2. A Hart passenger/freight steam ship is at dock. The "laker" has a full head of steam as indicated by the smoke from the stack, and has just arrived or is about to depart. to the right of the number is a sailing scooner used to ship cut lumber and other supply freight on the Great Lakes to booming markets in, among others, Chicago, Milwaukee, and Detroit. 3. Section Street Bridge over the Oconto River and "cut" dug to facilitate the use of the river both for logging and watercraft. 4. Logs jam the "cut" at Holt Mills near the Superior Street Bridge. 5.The original town plat. |
Many
citizens will remember, when, years ago,
they attended the old school - the first one Oconto ever had.
It
stood - or did a few days ago - near Section Street bridge.
There
are men in Oconto today, no doubt, who do not forget the
wallopings
they got in that old school house on the banks of the Oconto years ago.
Great changes have come over the scene since then. Boys and
girls
have grown to men and women; some have left the scenes of their
childhood
for other climes; some of them sleep the sleep that knows no waking;
while
those who have “grown up with the town” oft think
of the good old times
they spent in and about Oconto’s pioneer school
house. But it is
no more; it was pulled down a few days ago, and the place that knew it
once will know it no more forever. The building was erected
by Edwin
Hart in the year 1851, twenty nine years ago. In it was
opened up
the first store ever in this place, exempting one belonging to a mill
company
that was doing school, room was in the back part of the
building.
In it, also, the first Sabbath school met, and in the days of long ago
it was looked upon as the prominent building of the
“town.” But its
usefulness is o’er and it has had to make way for the
continued improvements
that are being made in our growing and prosperous city.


Your objective:
Look for "this" in each line of the records, and copy the lines that have it.

BEGIN Given data

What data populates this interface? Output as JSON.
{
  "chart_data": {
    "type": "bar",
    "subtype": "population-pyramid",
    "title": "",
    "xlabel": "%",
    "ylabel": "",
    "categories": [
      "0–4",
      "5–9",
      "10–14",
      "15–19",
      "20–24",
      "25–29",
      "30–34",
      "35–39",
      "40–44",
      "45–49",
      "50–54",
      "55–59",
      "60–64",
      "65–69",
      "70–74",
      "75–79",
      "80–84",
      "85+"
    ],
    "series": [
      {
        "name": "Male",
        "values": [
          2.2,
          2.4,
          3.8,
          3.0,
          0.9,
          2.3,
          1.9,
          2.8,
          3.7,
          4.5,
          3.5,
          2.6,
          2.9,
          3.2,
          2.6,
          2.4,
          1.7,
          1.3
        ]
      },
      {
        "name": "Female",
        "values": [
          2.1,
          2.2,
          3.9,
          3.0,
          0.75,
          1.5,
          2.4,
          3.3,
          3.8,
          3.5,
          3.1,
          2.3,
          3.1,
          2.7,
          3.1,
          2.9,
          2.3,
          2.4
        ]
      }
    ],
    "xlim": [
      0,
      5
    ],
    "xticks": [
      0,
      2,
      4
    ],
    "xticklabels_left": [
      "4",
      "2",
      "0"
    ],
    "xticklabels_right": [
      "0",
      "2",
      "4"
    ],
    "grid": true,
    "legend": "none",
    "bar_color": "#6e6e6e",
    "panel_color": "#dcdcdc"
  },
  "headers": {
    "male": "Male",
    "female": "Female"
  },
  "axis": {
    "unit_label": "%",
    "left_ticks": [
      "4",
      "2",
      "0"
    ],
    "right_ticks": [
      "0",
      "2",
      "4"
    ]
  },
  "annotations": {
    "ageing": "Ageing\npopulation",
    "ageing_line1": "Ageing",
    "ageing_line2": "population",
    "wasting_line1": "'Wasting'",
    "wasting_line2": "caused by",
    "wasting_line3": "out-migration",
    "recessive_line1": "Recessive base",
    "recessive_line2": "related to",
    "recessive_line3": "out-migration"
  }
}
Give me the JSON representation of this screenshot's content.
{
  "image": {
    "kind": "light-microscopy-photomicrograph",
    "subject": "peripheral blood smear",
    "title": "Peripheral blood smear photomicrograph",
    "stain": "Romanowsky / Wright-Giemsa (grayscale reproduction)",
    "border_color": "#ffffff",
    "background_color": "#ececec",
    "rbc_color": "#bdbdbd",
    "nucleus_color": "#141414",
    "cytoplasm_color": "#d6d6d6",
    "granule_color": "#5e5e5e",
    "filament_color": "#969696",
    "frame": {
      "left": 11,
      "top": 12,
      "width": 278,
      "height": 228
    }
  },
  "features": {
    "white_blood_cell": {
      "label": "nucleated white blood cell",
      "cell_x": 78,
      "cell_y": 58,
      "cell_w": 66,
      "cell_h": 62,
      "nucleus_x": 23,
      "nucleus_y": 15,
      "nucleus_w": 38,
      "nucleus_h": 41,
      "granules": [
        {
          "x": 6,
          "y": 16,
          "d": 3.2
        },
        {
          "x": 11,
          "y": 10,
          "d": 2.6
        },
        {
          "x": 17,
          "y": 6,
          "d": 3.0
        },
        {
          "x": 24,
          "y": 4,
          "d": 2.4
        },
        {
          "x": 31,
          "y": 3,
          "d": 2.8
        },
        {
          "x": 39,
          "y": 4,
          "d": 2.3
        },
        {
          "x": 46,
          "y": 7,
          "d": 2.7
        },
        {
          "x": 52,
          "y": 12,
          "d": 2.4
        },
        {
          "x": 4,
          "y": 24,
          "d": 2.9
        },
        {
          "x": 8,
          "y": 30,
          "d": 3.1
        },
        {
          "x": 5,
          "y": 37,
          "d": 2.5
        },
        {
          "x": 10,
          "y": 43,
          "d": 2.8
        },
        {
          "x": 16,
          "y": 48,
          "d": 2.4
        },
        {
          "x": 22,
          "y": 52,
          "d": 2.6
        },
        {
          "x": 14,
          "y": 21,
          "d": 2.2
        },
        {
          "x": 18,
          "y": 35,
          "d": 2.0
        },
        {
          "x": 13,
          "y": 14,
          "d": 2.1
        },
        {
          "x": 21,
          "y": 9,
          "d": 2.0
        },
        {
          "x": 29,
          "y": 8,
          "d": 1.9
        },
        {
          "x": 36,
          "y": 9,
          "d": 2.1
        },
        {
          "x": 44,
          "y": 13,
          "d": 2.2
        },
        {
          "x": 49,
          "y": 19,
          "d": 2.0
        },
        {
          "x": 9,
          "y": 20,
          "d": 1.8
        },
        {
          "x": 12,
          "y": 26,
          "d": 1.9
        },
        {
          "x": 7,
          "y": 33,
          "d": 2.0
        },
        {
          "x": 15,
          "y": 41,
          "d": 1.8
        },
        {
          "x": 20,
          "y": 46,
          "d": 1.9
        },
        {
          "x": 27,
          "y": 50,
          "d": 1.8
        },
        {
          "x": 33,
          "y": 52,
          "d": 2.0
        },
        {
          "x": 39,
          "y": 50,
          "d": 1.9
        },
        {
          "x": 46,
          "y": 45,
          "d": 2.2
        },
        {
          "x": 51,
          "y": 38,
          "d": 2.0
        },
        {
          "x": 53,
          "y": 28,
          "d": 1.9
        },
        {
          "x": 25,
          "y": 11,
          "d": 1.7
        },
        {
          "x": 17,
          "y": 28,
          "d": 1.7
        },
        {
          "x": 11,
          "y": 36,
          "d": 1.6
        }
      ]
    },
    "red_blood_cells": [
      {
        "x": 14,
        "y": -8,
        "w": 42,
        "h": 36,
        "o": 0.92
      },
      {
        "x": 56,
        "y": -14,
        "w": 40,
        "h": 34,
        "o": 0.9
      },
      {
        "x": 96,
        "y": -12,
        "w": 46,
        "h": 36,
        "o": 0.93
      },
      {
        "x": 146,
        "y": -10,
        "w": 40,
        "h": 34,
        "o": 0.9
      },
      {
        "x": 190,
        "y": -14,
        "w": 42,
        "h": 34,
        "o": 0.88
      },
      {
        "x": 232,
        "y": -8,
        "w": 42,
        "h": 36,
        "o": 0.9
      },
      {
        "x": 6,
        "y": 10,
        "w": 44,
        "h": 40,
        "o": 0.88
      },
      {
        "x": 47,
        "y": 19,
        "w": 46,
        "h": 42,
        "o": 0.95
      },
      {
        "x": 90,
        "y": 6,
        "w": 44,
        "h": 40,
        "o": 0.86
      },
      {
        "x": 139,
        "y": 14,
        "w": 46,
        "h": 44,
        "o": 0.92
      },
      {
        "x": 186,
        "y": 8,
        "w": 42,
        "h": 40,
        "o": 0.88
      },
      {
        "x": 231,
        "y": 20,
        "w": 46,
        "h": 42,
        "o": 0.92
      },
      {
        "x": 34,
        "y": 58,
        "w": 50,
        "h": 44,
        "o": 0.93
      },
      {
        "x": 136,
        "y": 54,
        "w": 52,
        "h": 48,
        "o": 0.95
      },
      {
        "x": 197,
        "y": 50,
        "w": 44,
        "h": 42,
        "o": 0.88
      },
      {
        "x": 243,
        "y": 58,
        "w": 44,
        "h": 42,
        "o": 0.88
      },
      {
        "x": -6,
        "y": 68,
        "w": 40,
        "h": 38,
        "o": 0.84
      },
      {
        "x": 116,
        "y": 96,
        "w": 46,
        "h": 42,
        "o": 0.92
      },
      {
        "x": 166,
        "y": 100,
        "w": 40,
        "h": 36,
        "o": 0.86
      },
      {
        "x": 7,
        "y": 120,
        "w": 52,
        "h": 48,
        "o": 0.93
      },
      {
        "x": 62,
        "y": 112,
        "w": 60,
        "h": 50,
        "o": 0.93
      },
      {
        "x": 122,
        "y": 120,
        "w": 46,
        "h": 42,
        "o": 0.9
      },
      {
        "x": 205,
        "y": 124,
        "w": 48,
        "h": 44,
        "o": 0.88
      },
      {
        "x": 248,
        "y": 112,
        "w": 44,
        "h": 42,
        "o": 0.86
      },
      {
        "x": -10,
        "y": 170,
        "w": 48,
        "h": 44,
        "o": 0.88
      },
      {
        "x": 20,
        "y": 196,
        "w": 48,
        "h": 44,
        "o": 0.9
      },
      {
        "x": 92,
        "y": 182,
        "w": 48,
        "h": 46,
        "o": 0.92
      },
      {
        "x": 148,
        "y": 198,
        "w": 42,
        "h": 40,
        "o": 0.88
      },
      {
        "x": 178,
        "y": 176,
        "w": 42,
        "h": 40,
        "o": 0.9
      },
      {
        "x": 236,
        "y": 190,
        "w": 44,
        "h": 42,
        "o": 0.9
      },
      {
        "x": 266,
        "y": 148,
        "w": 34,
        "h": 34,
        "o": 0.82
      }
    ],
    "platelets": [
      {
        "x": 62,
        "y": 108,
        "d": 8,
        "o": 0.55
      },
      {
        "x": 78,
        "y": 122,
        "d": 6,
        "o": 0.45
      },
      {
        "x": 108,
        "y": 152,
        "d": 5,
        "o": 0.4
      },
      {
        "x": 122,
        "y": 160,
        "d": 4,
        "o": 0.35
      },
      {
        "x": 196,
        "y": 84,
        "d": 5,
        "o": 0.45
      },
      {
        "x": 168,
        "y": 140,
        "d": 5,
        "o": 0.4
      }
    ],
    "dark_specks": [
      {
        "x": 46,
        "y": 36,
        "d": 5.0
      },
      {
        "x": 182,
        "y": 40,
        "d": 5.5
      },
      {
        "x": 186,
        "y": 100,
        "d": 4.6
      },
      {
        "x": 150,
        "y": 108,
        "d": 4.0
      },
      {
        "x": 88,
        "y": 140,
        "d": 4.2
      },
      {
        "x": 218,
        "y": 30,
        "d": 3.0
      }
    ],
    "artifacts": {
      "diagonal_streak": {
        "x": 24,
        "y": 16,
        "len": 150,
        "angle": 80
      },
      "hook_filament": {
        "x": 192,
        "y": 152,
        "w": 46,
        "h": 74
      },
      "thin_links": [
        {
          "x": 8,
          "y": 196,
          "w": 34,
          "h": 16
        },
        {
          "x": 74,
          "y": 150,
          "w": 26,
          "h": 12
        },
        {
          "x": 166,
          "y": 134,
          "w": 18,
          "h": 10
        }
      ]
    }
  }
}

END Given data

Expected answer:
What data populates this interface? Output as JSON.
Give me the JSON representation of this screenshot's content.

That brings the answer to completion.